Being up before the rest of the world is kind of fun, though. The house is still and quiet, except for May Bee, who is snoring LIKE A LUMBERJACK. (When the reading lamp beside the bed came on, she came over for a cuddle, but afterwards, I made her get back on her pillow in the corner of the bedroom...the sleepy world just isn't ready for her braying bark at three in the morning.)
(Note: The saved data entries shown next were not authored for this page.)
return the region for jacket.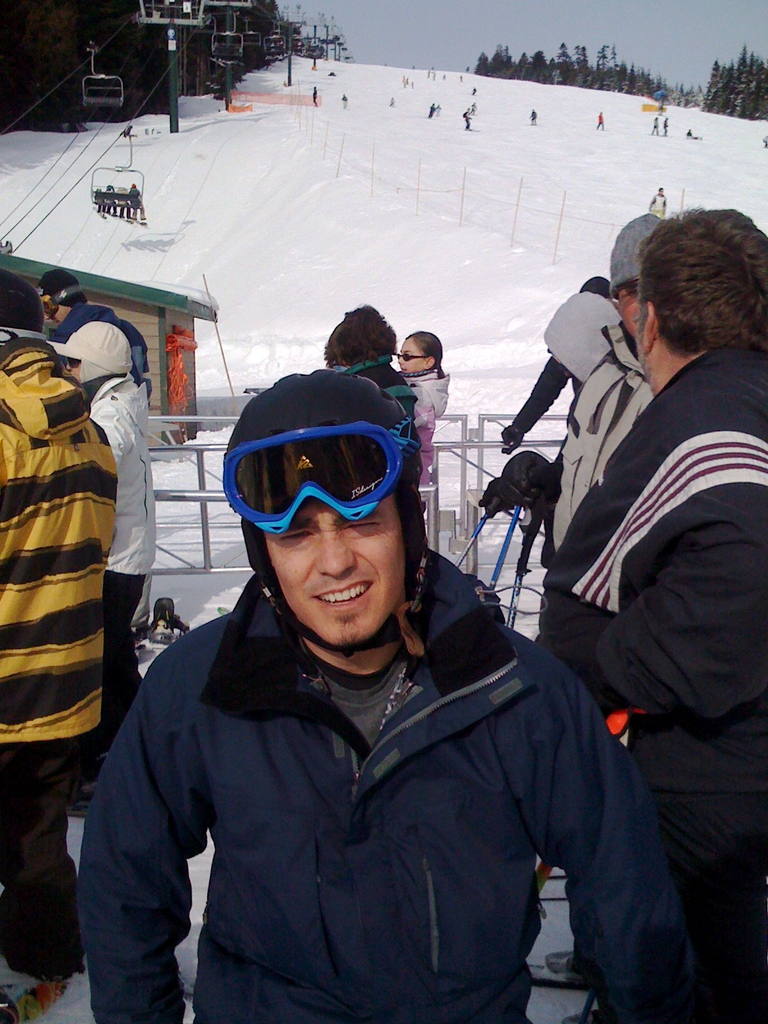
<bbox>0, 337, 121, 746</bbox>.
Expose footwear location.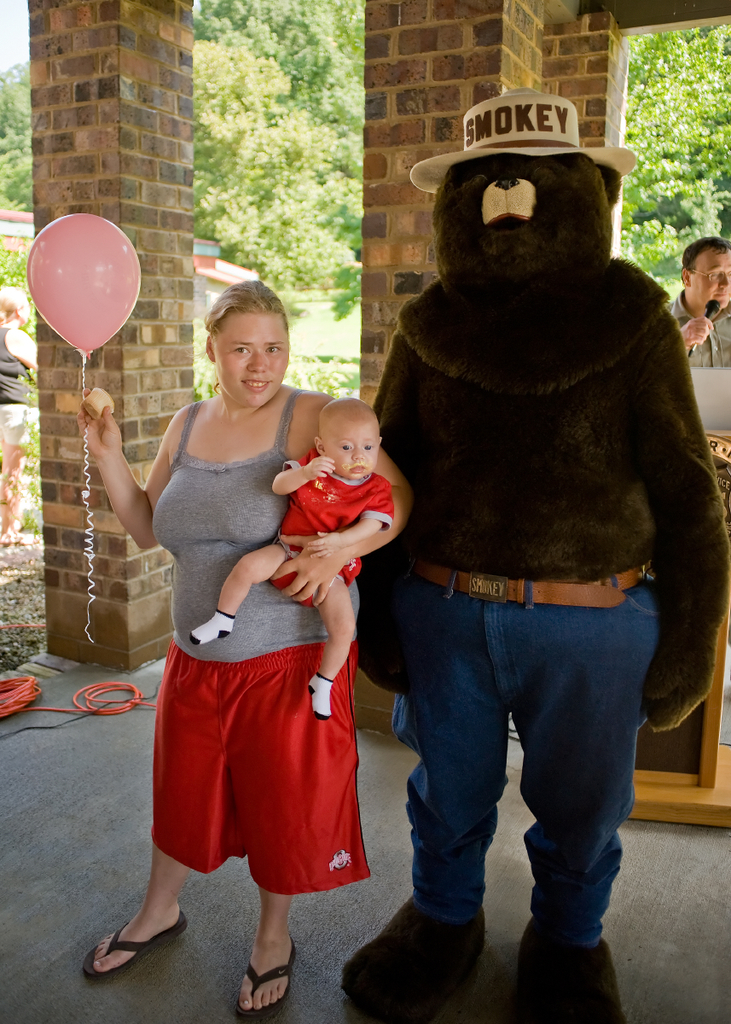
Exposed at Rect(80, 909, 191, 983).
And it's a good time to read, too! Snuggly under the covers with the world fast asleep...delicious, in fact, if the alarm clock and WORK and the thought of being onstage tonight weren't looming large. Oh, well...here's the Thomas Merton prayer I read and loved this morning:

"My Lord God, I have no idea where I am going. I do not see the road ahead of me. I cannot know for certain where it will end. Nor do I really know myself, and the fact that I think that I am following your will does not mean that I am actually doing so. But I believe that the desire to please you does in fact please you. And I hope I have that desire in all that I am doing. I hope that I will never do anything apart from that desire. And I know that if I do this you will lead me by the right road though I may know nothing about it. Therefore will I trust you always though I may seem to be lost and in the shadow of death. I will not fear, for you are ever with me, and you will never leave me to face my perils alone."
--Thomas Merton, Thoughts in Solitude

How comforting! It's okay to have no clue about which house to buy or how you're going to afford it on a public school teacher's salary. We serve a Creator who loves us more than we love ourselves...One who will never, ever leave us. Everybody has money worries--for lucky Americans, it's usually about mortgages, car payments, and college tuition.

For most people in this world, it's how to feed a family or pay for a funeral or how to get a child medical care. Kind of puts my worrying into perspective...and almost makes me want to get back in bed.

Almost.

Wednesday, April 02, 2008

Staircase vs. Highway

The best thought from today's faculty meeting came from our principal:

"It's a STAIRWAY to Heaven...it's a HIGHWAY to Hell. The stairway is difficult, and it takes effort to climb, and each year you grow older or have a few extra pounds to carry, and the staircase gets even harder! And sometimes you may be tempted to slide along that wide, even, easy highway with all the rest, but I assure you, ladies and gentlemen...Heaven will be worth it. Keep climbing that staircase."